Letters curled around the edges of every dish and I wasn’t sure, so he ordered four. The waiters cleared away the savoury plates still covered, and bought out warm chocolate mousse with spiced fruit ice cream and lemon posset with blackcurrant sauce and oatmeal biscuit shavings and amaretto cream and more lychee milk and another peach Bellini, a soft sunset, too pretty to offset.
He was running out of time, was very late to his afternoon drink and I wondered where the next girl was. Sweets piled across the table, spangled pick-me-ups, treats and thirst quenchers, juices with more than half a bottle of wine to go.
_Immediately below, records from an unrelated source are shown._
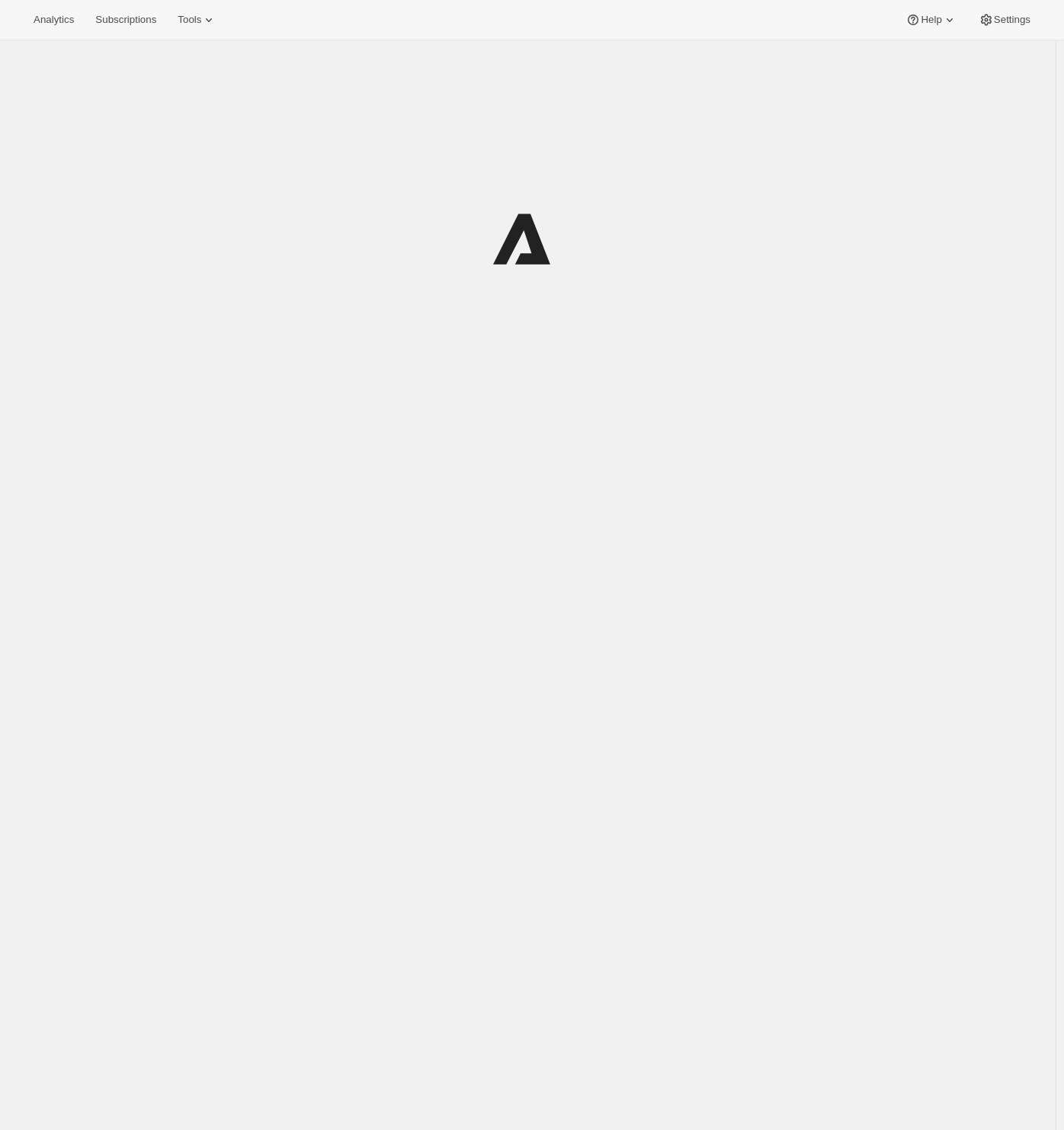 Image resolution: width=1064 pixels, height=1130 pixels. I want to click on span: Help, so click(930, 20).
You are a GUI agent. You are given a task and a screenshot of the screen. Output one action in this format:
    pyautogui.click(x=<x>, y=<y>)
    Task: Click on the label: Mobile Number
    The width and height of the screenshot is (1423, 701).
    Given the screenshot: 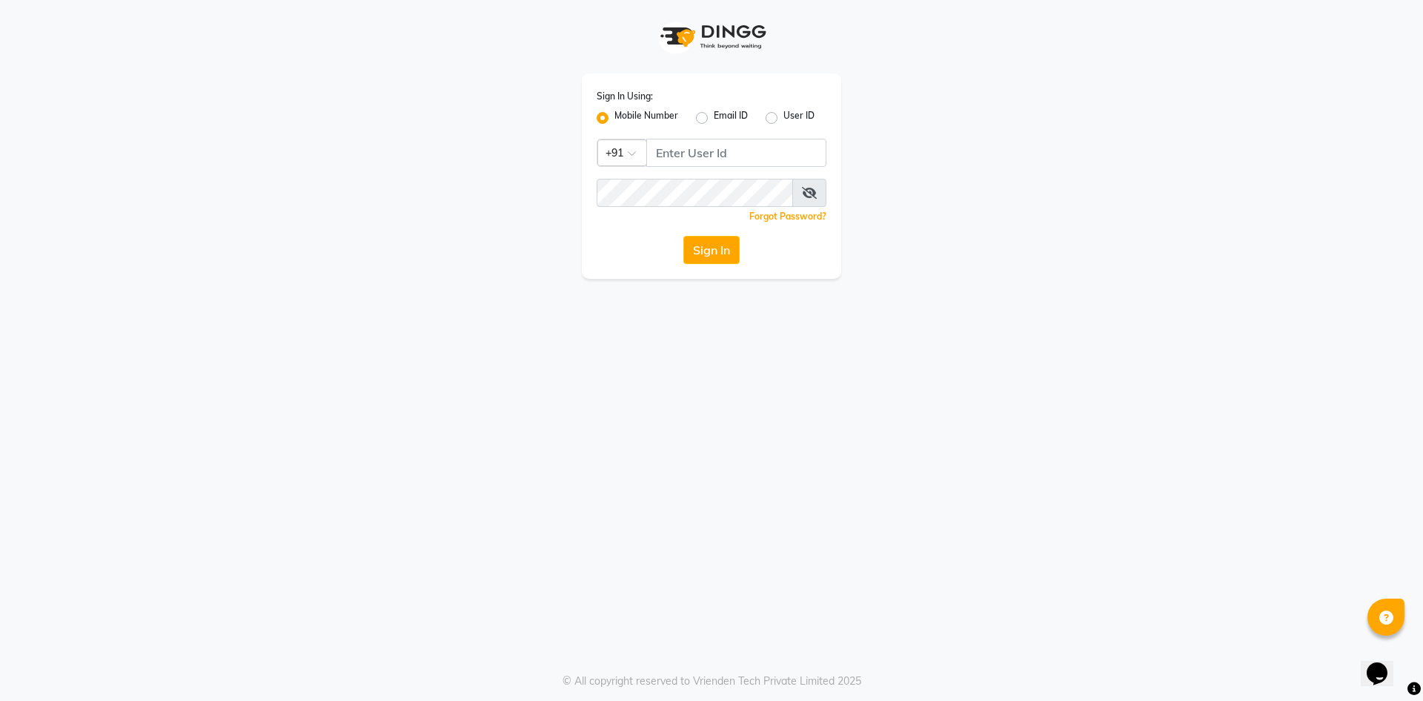 What is the action you would take?
    pyautogui.click(x=646, y=118)
    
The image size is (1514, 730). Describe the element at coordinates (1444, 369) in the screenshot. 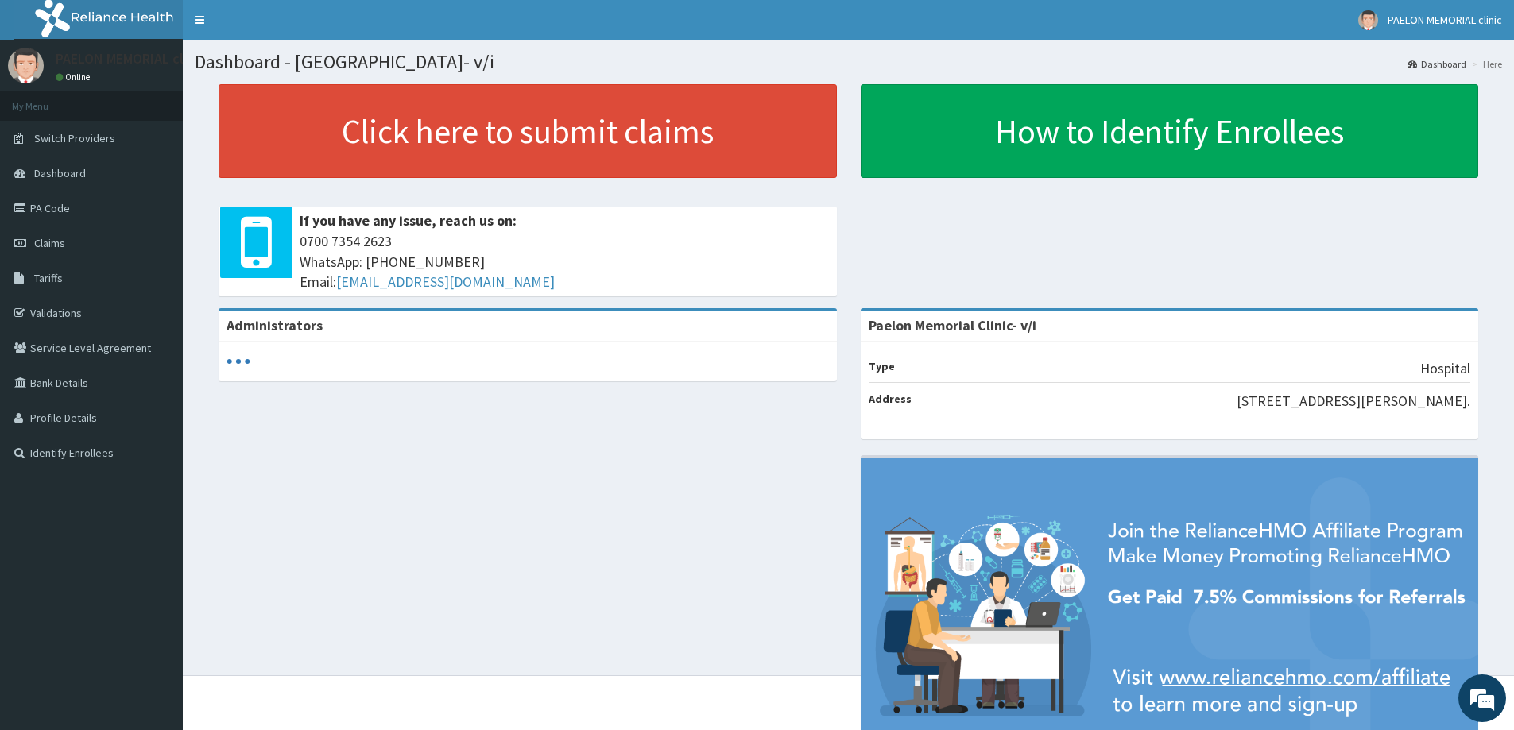

I see `p: Hospital` at that location.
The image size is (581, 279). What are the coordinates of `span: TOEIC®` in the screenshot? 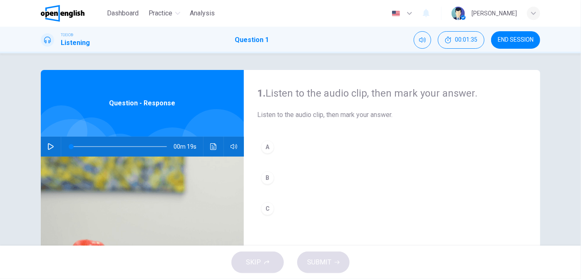 It's located at (67, 35).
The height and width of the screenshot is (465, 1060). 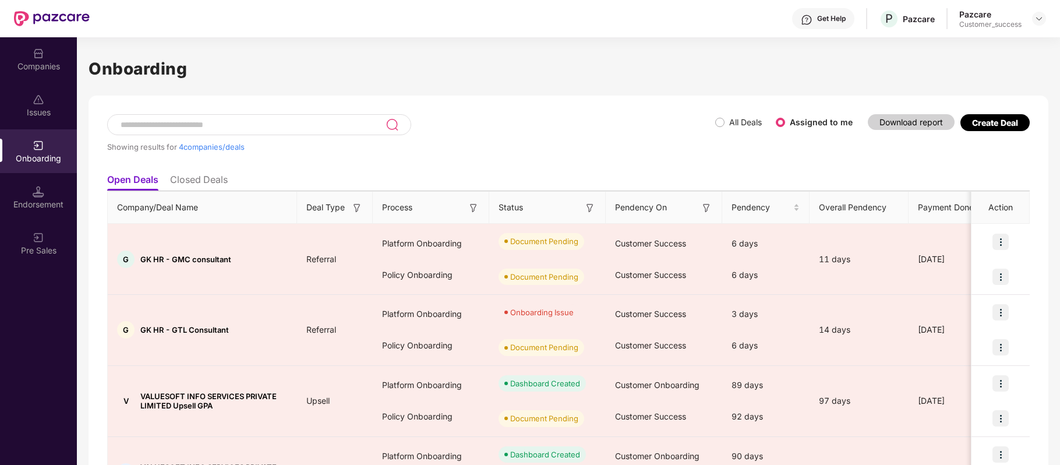 I want to click on label: All Deals, so click(x=745, y=122).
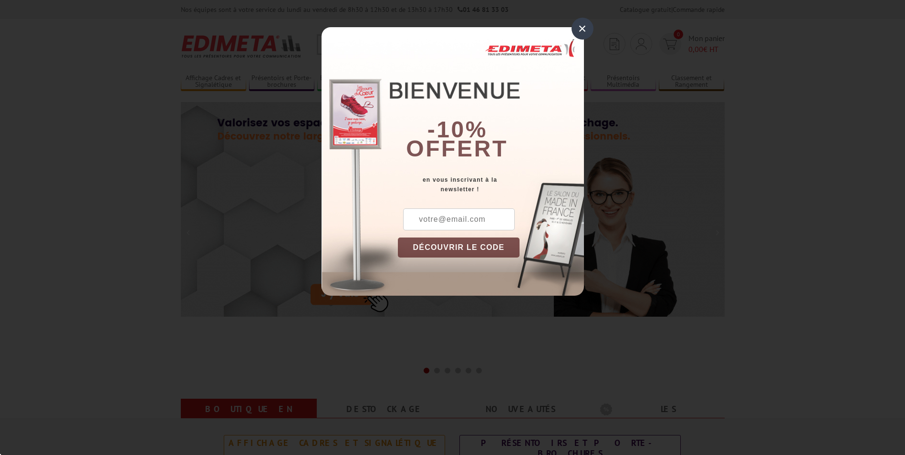  What do you see at coordinates (457, 148) in the screenshot?
I see `font: offert` at bounding box center [457, 148].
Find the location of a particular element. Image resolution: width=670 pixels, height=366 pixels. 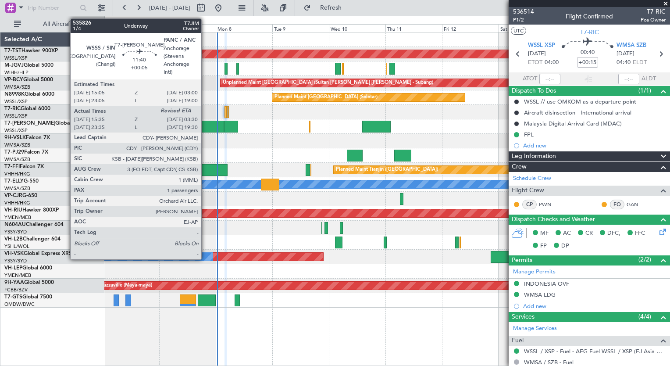

span: ETOT is located at coordinates (535, 63).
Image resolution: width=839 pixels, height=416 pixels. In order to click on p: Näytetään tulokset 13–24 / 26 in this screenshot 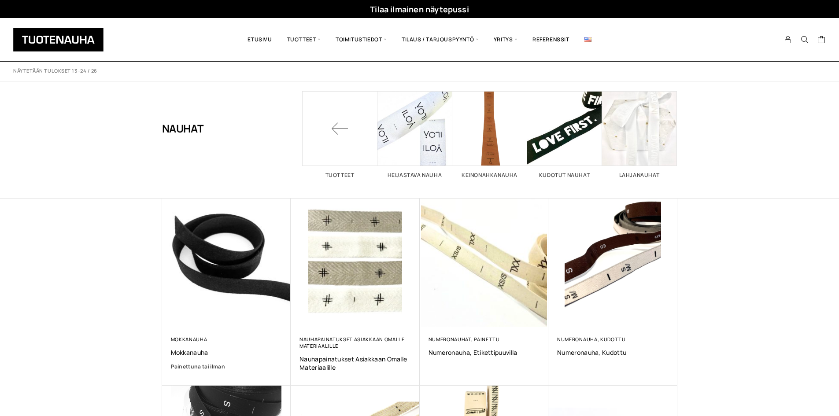, I will do `click(55, 71)`.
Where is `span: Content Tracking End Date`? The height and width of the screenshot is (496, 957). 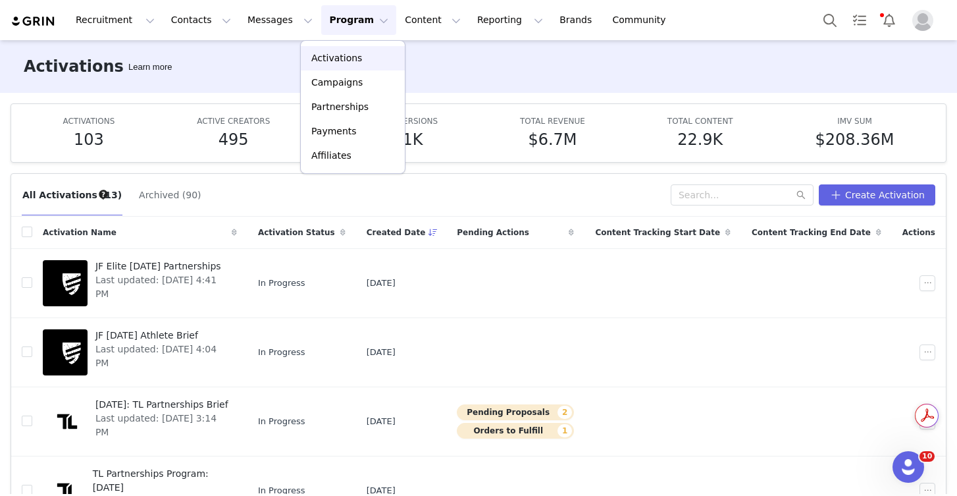 span: Content Tracking End Date is located at coordinates (811, 232).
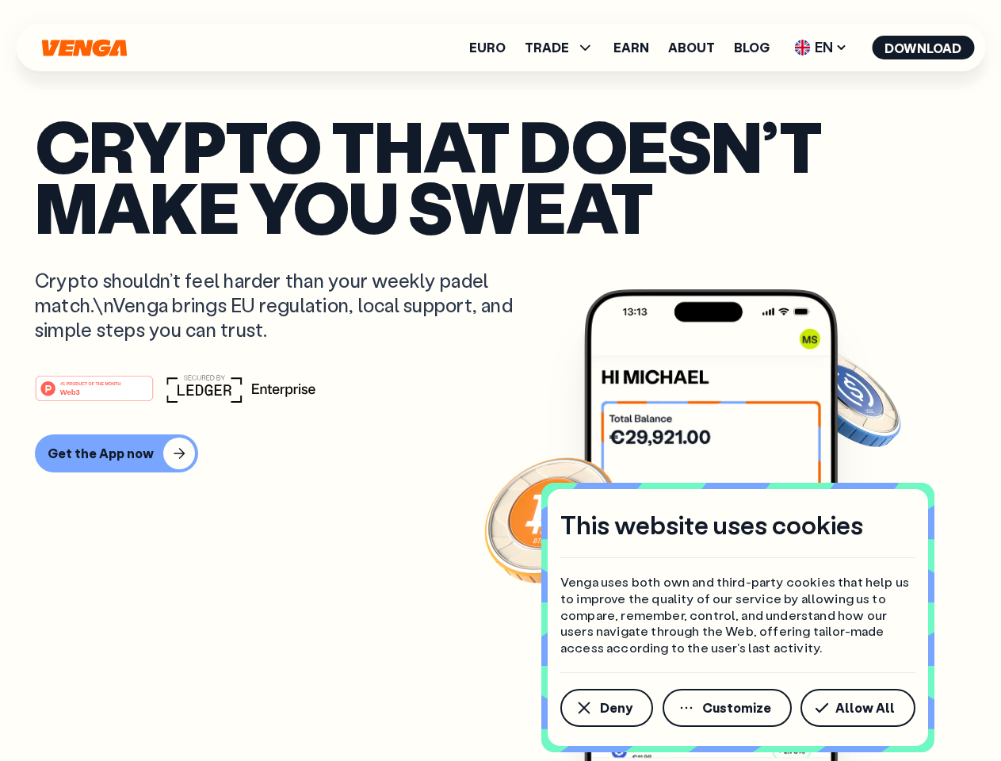  I want to click on img: flag-uk, so click(802, 48).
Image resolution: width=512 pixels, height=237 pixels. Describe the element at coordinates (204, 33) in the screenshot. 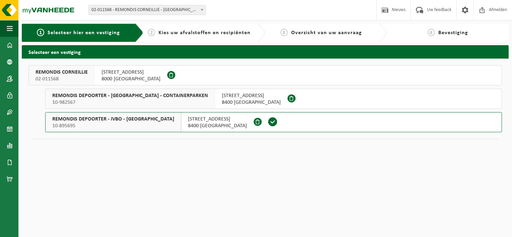

I see `span: Kies uw afvalstoffen en recipiënten` at that location.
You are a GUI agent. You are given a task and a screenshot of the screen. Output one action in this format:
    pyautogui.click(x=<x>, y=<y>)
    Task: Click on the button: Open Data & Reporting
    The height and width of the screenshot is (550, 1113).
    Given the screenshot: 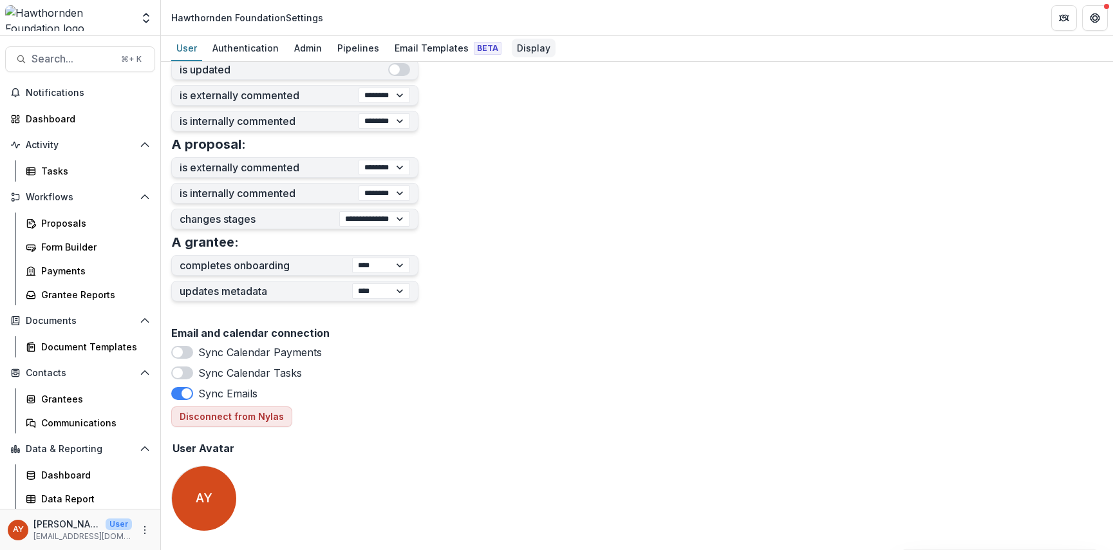 What is the action you would take?
    pyautogui.click(x=80, y=449)
    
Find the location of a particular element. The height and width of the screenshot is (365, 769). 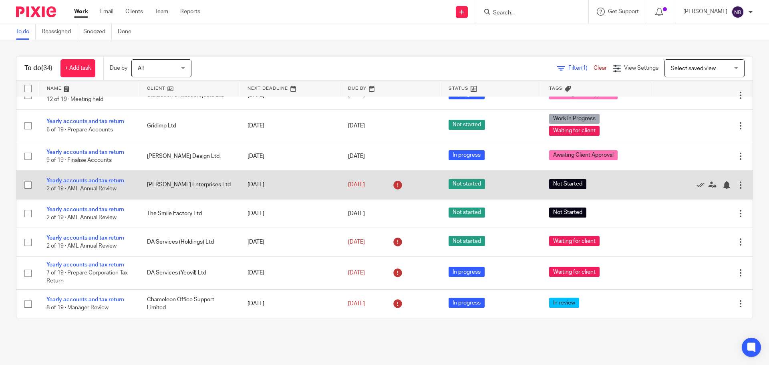

a: Work is located at coordinates (81, 12).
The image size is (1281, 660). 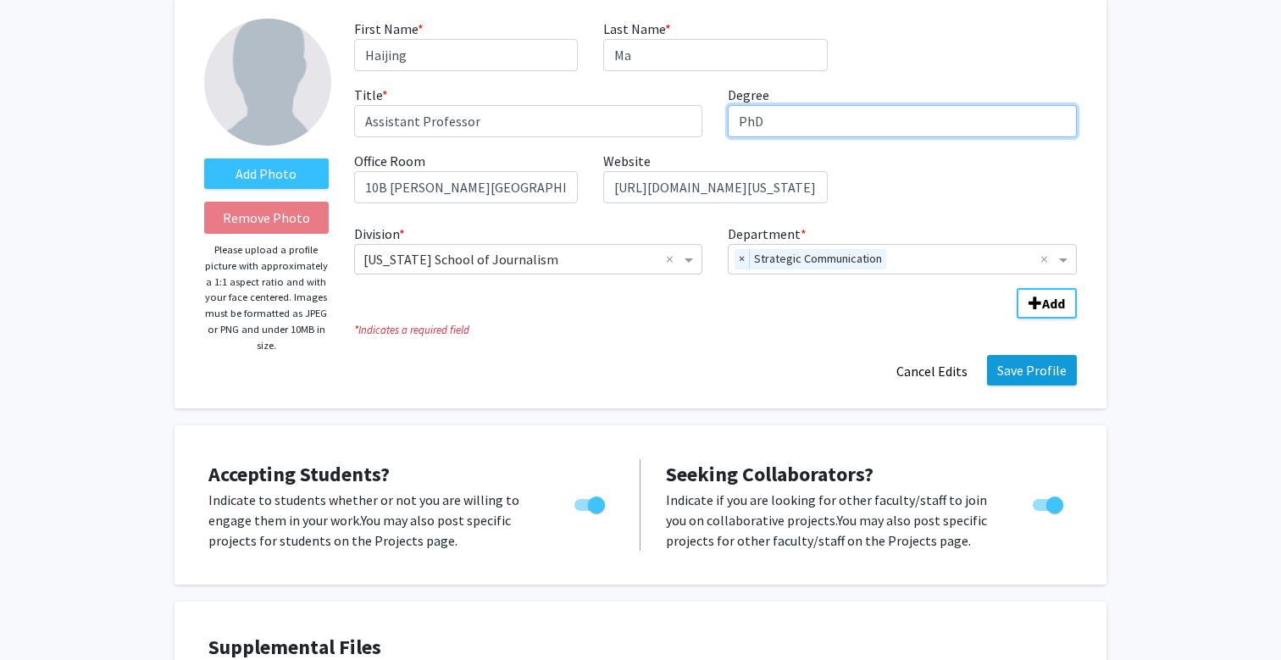 I want to click on label: Website, so click(x=627, y=161).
I couldn’t see the table. “Take your time, I have to get back to work but stay, enjoy yourself.”
He pressed a thick wad inside our waiter’s hand. “She’s staying a while,” he told them, “don’t you agree she’s absolutely stunning when she smiles?”
Suddenly I didn’t want him to leave and, resisting the urge to reach for his hand, I stammered rather awkwardly, “What happened to the girl?” I wanted to know.
“What girl?” A flick of the wrist and somehow, he had paid.
“The girl you had an arrangement with,” I said. “The one with the dead boyfriend.” I cringed at my directness but nothing seemed to alter the poised and self-assured smile. I was sad that it had gone by so fast and now it was over.
“Oh,” his eyes impaled against my soul for a second. “She got another one. Another boyfriend. That’s always the way, in the end. Don’t forget your gift, and don’t get up.” He bent down to give me a kiss on the head. He smelt like life. “You’ll like New York, every girl should go to New York in their early twenties.”
And he was gone.
I sat back, let out an inhale. Suddenly I was drunk in a world where I didn’t belong, Alice on potions, but still I stayed to drain every drop of it. The middle-aged couple glanced across.
Outside it was warm, I zigzagged across Hyde Park and gave twenty to a homeless man. The world was mine. I sat by the water edge, popped the champagne from my Harrods bag and swigged from the bottle. Kicked off my fabric tiger lily boots against the lake and felt alive. I stared up at all the windows and inside all the rooms at the Baglioni Hotel.